To make the claim, you’ll need to prove the education you get “maintains or improves the skills required in your trade or business.”
Caution: Not all education expenses are tax deductible for attorneys. For example, a course that qualifies you for a different profession—rather than maintaining or improving your current skills—isn’t tax deductible. For example, if you’re a tech-savvy lawyer taking a course in HTML so that you can design your own website, that might not make the cut.
5. Books and periodicals
Knowledge is power for legal professionals: Reading the right books can help you run the best possible legal practice, and having the right legal research materials available can help you win cases.
Many lawyers are moving their legal libraries online, using services such as Fastcase or Casetext for legal research. However, if you still keep a library with hard copies of legal research materials, these may be deductible. Just as you can claim the depreciated value of your work laptop and/or printer as a tax deduction, you may also be able to claim the depreciating value of the books you keep in your legal library.
Caution: Items in your legal library are only tax deductible if they’re usable for more than a year. IRC §167 allows for “recovery of the costs of any asset used in a trade or business if it has a useful life of more than one year and its value decreases with time.” In other words, you can’t claim depreciated value for periodicals or other legal materials bought on an annual basis. This includes loose-leaf volumes that receive periodic updates. These need to be claimed the year they’re purchased as a business expense.
6. Credit card convenience fees
When it comes to billing, lawyers wait an average of three months from invoicing their client to getting paid. However, according to the 2019 Legal Trends Report, 57% of electronic payments get paid within the same day they are billed, and 85% get paid within a week (Clio Manage’s legal billing software also makes this process much simpler.).
One qualm that arises with accepting credit cards, despite their convenience, is that credit card companies charge fees to businesses who accept their cards (Though, if you use Clio Payments to accept clients’ legal credit card payments securely and compliantly, those processing rates will be industry-low.). However, according to the IRS, these fees can be deducted as a business expense, as long as they are actually paid or incurred by your law firm.
Accepting credit cards might not be so scary after all!

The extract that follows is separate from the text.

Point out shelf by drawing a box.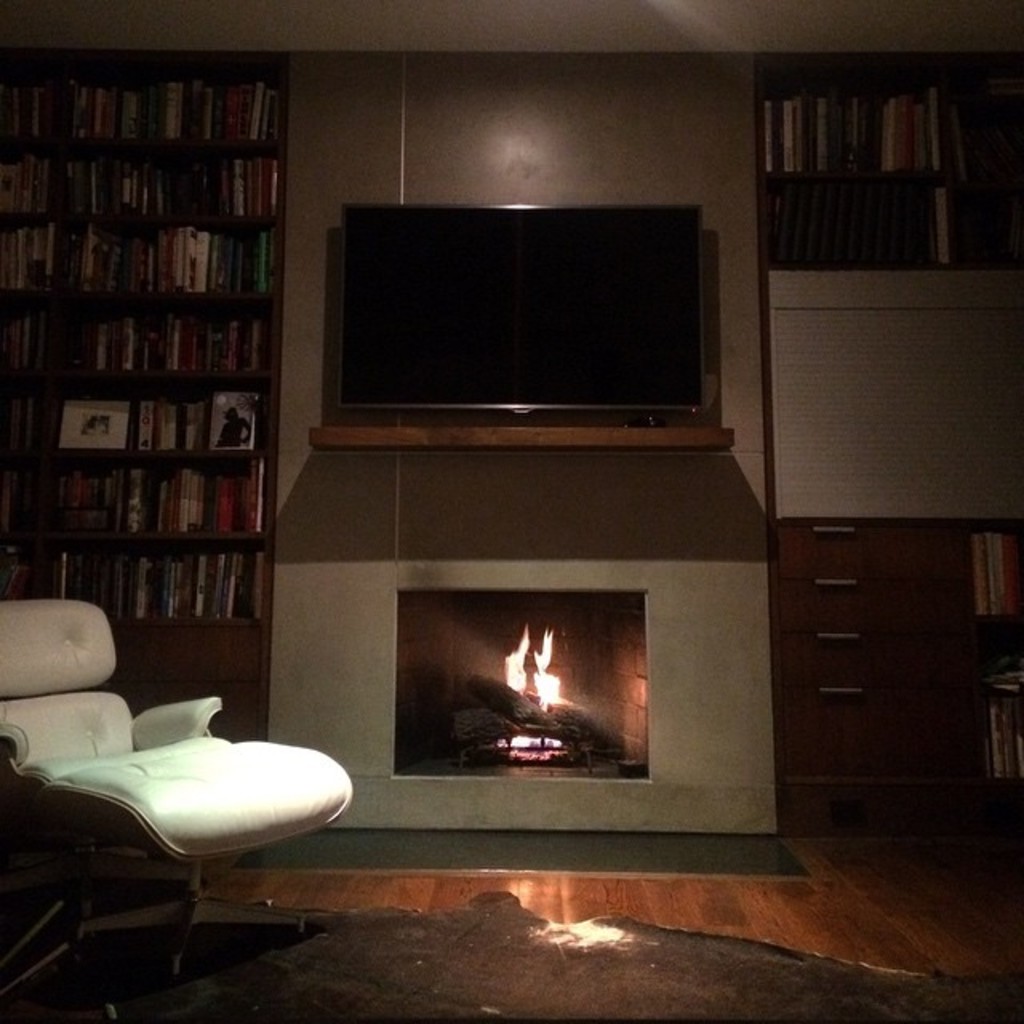
(x1=754, y1=50, x2=899, y2=187).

Know your tax deductions, stay on top of taxes
There’s a lot to think about when dealing with year-end law firm accounting and filing your tax return. But, by carefully considering tax strategies for law firms (there are more on this list if you’ve already checked off the top six deductions above), if you know what you’re entitled to, you can maximize your deductions while keeping out of trouble with the IRS. Take the time to record all of your business expenses throughout the year, and you’ll be positioned to get the most out of your tax return.